> My pet theory is that we are experiencing stagflation, but only people >70 years old have ever really experienced it before, so most people are just scratching their heads wondering how it’s possible that stocks keep going up (inflation) while jobs are disappearing (stagnation).
We do not seem to be technically experiencing stagflation,ir really either half of it, on a national scale, as we appear to still be in a weak aggregate economic expansion and inflation, while higher than the 2% target, is fairly mild at around a 3% annualized rate [0], and, in any case, stocks going up is not inflation (unqualified inflation, which is the inflation part of stagflation, in consumer price inflation, not asset value inflation.)

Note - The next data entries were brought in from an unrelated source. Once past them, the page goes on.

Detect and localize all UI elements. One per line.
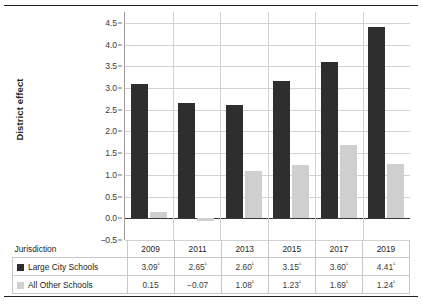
y-tick-label: 4.5 (105, 18, 117, 28)
legend-value-table: Jurisdiction 200920112013201520172019 La… (12, 240, 410, 294)
y-tick-label: 3.5 (105, 61, 117, 71)
y-tick-label: 2.0 (105, 126, 117, 136)
y-tick-mark (118, 174, 122, 175)
gridline-vertical (315, 12, 316, 240)
table-value-cell: 3.60¹ (315, 258, 362, 276)
y-tick-label: 3.0 (105, 83, 117, 93)
y-tick-mark (118, 88, 122, 89)
y-tick-mark (118, 44, 122, 45)
jurisdiction-header: Jurisdiction (13, 240, 128, 258)
figure-container: District effect 4.54.03.53.02.52.01.51.0… (0, 0, 422, 305)
y-tick-label: 1.0 (105, 170, 117, 180)
y-axis-ticks: 4.54.03.53.02.52.01.51.00.50.0−0.5 (99, 12, 121, 240)
plot-grid (124, 12, 410, 240)
bar-large-city-schools-2013 (226, 105, 243, 218)
bar-large-city-schools-2017 (321, 62, 338, 218)
footnote-marker: ¹ (252, 261, 254, 267)
footnote-marker: ¹ (299, 279, 301, 285)
table-year-header: 2015 (268, 240, 315, 258)
table-year-header: 2011 (174, 240, 221, 258)
legend-label: All Other Schools (28, 280, 93, 290)
table-value-cell: 2.65¹ (174, 258, 221, 276)
legend-swatch-icon (17, 282, 24, 289)
y-tick-label: 0.0 (105, 213, 117, 223)
footnote-marker: ¹ (299, 261, 301, 267)
y-tick-mark (118, 22, 122, 23)
bar-large-city-schools-2009 (131, 84, 148, 218)
footnote-marker: ¹ (158, 261, 160, 267)
table-header-row: Jurisdiction 200920112013201520172019 (13, 240, 410, 258)
y-tick-mark (118, 218, 122, 219)
table-value-cell: 1.08¹ (221, 276, 268, 294)
top-rule (4, 5, 418, 6)
bar-large-city-schools-2019 (368, 27, 385, 219)
bar-all-other-schools-2017 (340, 145, 357, 218)
legend-label: Large City Schools (28, 262, 98, 272)
y-tick-mark (118, 153, 122, 154)
y-tick-label: 0.5 (105, 192, 117, 202)
legend-item-all-other-schools[interactable]: All Other Schools (13, 276, 128, 294)
data-table: Jurisdiction 200920112013201520172019 La… (12, 240, 410, 294)
bottom-rule (4, 296, 418, 297)
table-value-cell: 2.60¹ (221, 258, 268, 276)
bar-all-other-schools-2013 (245, 171, 262, 218)
y-tick-label: 2.5 (105, 105, 117, 115)
bar-all-other-schools-2019 (387, 164, 404, 218)
legend-item-large-city-schools[interactable]: Large City Schools (13, 258, 128, 276)
footnote-marker: ¹ (393, 261, 395, 267)
y-axis-label: District effect (14, 60, 25, 160)
table-value-cell: 3.15¹ (268, 258, 315, 276)
footnote-marker: ¹ (205, 261, 207, 267)
table-value-cell: 1.23¹ (268, 276, 315, 294)
bar-chart: District effect 4.54.03.53.02.52.01.51.0… (0, 12, 422, 240)
y-tick-mark (118, 196, 122, 197)
footnote-marker: ¹ (252, 279, 254, 285)
table-year-header: 2009 (127, 240, 174, 258)
y-tick-mark (118, 66, 122, 67)
y-tick-mark (118, 109, 122, 110)
bar-all-other-schools-2011 (197, 218, 214, 221)
gridline-vertical (363, 12, 364, 240)
footnote-marker: ¹ (346, 279, 348, 285)
table-value-cell: 1.69¹ (315, 276, 362, 294)
table-row: Large City Schools3.09¹2.65¹2.60¹3.15¹3.… (13, 258, 410, 276)
table-year-header: 2017 (315, 240, 362, 258)
table-year-header: 2013 (221, 240, 268, 258)
y-tick-mark (118, 131, 122, 132)
gridline-vertical (268, 12, 269, 240)
bar-large-city-schools-2011 (178, 103, 195, 218)
table-value-cell: 0.15 (127, 276, 174, 294)
table-value-cell: 4.41¹ (362, 258, 409, 276)
bar-all-other-schools-2009 (150, 212, 167, 219)
table-row: All Other Schools0.15−0.071.08¹1.23¹1.69… (13, 276, 410, 294)
footnote-marker: ¹ (346, 261, 348, 267)
bar-large-city-schools-2015 (273, 81, 290, 218)
table-year-header: 2019 (362, 240, 409, 258)
table-value-cell: 3.09¹ (127, 258, 174, 276)
table-value-cell: 1.24¹ (362, 276, 409, 294)
table-value-cell: −0.07 (174, 276, 221, 294)
bar-all-other-schools-2015 (292, 165, 309, 218)
footnote-marker: ¹ (393, 279, 395, 285)
legend-swatch-icon (17, 264, 24, 271)
gridline-vertical (220, 12, 221, 240)
gridline-vertical (173, 12, 174, 240)
y-tick-label: 4.0 (105, 40, 117, 50)
y-tick-label: 1.5 (105, 148, 117, 158)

OTOH, we are in a very weak economy especially outside of the leading AI firms, and there are quite likely both wide regions and wide sectors of the economy which, considered alone, would be in recession, and while inflation is fairly mild, it is high for the last couple decades and being in near-recession conditions. So, for a lot of people, the experience is a something like stagflation (and there are lots of signs that the economic slowdown will continue alongside rising inflation.)
[0] though as economic statistics are only available after the fact, either of these could have changed, but the real defining period for “stagflation” in the US is the 1973-1975 recession, years which saw a minimum of 6.2% inflation (the term was actually coined in the UK for conditions which saw a massive drop in GDP growth rate, fron 5.7% annually to 2.1% in successive years, but not an actual recession, alongside 4.8% inflation.)

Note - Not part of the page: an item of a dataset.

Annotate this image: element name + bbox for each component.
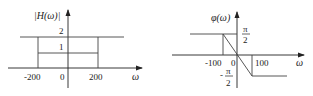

>we are in a very weak economy especially outside of the leading AI firms
Isn't that part of the cause? It sucks up so much investment, there's nothing left for anything else. Or at least nothing without such perceived upside.
Either they pull it off and you're replaced by AGI, or they fail to pull it off and you lose your job to the resulting economic implosion.
The definition of inflation since the 1970s has changed significantly e.g. owner equivalent rent. What many people describe as inflation is the change in base cost of capital purchases which has demonstrably risen at a substantially faster pace than baseline inflation see housing/car/education/healthcare prices.
Economic thought today is that rising asset prices relative to wages are not a sign of inflation. They can be attributed to lower cost of capital, increased dollar production of assets, lower risk profiles, and other aspects. However when observing housing prices and education prices which have seen declining utility over the years - it may be that we simply lack an appropriate word for the divergence of capital prices from wages, productivity, and risk.
There is an undeniable societal impact of this divergence, individuals become less economically and socially mobile. They maintain a net debt rather than net asset count for longer, they may be either practically or perceived as locked out of societal progress.